I think you are mistaking 'waiting for technology/infrastructure to mature enough to make them accessible to everyone' with 'technology that people don't know how to do something useful with'.
Notably, according to crypto evangelists. No one thought the internet was a fad. It had a time when it was novel and therefore people who didn't know how to use it would make fun of it, but absolutely no one who used it thought it was a 'fad'. As soon as the first web browser became accessible to consumers the dot com era exploded. There is a difference between 'didn't hit mass adoption due to massive infrastructure needing to be built in real time' and 'we don't know what this is useful for'.
Anyone who was a nerd in the 80s and early 90s knows that we spent the better part of two decades being told that the internet was no more revolutionary than fax machines and that most people would never use it.
Some op-ed pieces and getting mocked by people for being a nerd do not demonstrate to me a fundamental disagreement about the usefulness of the internet amongst people who understood what it was. Ignorance is annoying, but it is easily remedied by exposure and knowledge.
Contrast this with a cryptocurrency technologies, which are completely understood at this point and still lack legit real-world use at scale beyond speculation and yet it is constantly claimed that 'it just takes time for brilliant technology to find a use case'.
As far as I can recall, this has never been the case in the modern world -- every paradigm changing technology has had an immediate and obvious application where it greatly surpassed anything before it, regardless of if it took years or decades to build infrastructure and educate people on how to use it.
I suppose it depends on how you're defining the first year of the internet, but I don't remember many people thinking it was a fad. I'd say it's the one invention in my life that has actually lived up to the hype.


Problem details - Please return every line of the records that contains the word "retirement".

Dataset records
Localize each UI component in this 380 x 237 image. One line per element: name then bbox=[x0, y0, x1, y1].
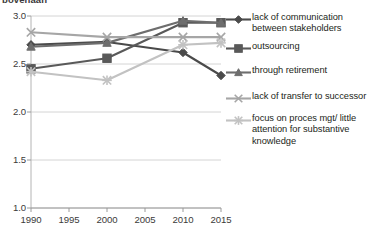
legend-item-label: lack of transfer to successor bbox=[252, 91, 366, 102]
legend-item[interactable]: through retirement bbox=[225, 65, 377, 79]
diamond-marker-icon bbox=[235, 16, 243, 24]
x-axis-tick-label: 2015 bbox=[200, 214, 242, 225]
x-axis-tick-label: 2000 bbox=[86, 214, 128, 225]
legend-marker bbox=[225, 66, 252, 79]
series-layer bbox=[26, 17, 226, 86]
legend-marker bbox=[225, 13, 252, 26]
legend-item[interactable]: outsourcing bbox=[225, 41, 377, 55]
legend-item[interactable]: focus on proces mgt/ little attention fo… bbox=[225, 113, 377, 147]
legend-item[interactable]: lack of communication between stakeholde… bbox=[225, 12, 377, 35]
legend-marker bbox=[225, 92, 252, 105]
y-axis-tick-label: 1.0 bbox=[0, 202, 26, 213]
x-axis-tick-label: 1995 bbox=[48, 214, 90, 225]
star-marker-icon bbox=[26, 67, 36, 77]
star-marker-icon bbox=[102, 76, 112, 86]
chart-legend: lack of communication between stakeholde… bbox=[225, 12, 377, 147]
legend-marker bbox=[225, 114, 252, 127]
legend-item-label: focus on proces mgt/ little attention fo… bbox=[252, 113, 377, 147]
legend-item-label: through retirement bbox=[252, 65, 327, 76]
square-marker-icon bbox=[235, 45, 243, 53]
y-axis-tick-label: 2.5 bbox=[0, 58, 26, 69]
x-axis-tick-label: 2010 bbox=[162, 214, 204, 225]
series-line bbox=[31, 32, 221, 37]
x-axis-tick-label: 1990 bbox=[10, 214, 52, 225]
page-title: bovenaan bbox=[2, 0, 47, 5]
y-axis-tick-label: 1.5 bbox=[0, 154, 26, 165]
y-axis-tick-label: 2.0 bbox=[0, 106, 26, 117]
legend-item[interactable]: lack of transfer to successor bbox=[225, 91, 377, 105]
line-chart: bovenaan 3.02.52.01.51.0 199019952000200… bbox=[0, 0, 380, 237]
chart-series bbox=[27, 28, 225, 41]
square-marker-icon bbox=[103, 54, 111, 62]
x-axis-tick-label: 2005 bbox=[124, 214, 166, 225]
star-marker-icon bbox=[178, 40, 188, 50]
legend-marker bbox=[225, 42, 252, 55]
legend-item-label: outsourcing bbox=[252, 41, 300, 52]
y-axis-tick-label: 3.0 bbox=[0, 10, 26, 21]
star-marker-icon bbox=[234, 116, 243, 125]
clipped-title-strip: bovenaan bbox=[0, 0, 380, 7]
legend-item-label: lack of communication between stakeholde… bbox=[252, 12, 377, 35]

Solution below -
legend-item[interactable]: through retirement bbox=[225, 65, 377, 79]
legend-item-label: through retirement bbox=[252, 65, 327, 76]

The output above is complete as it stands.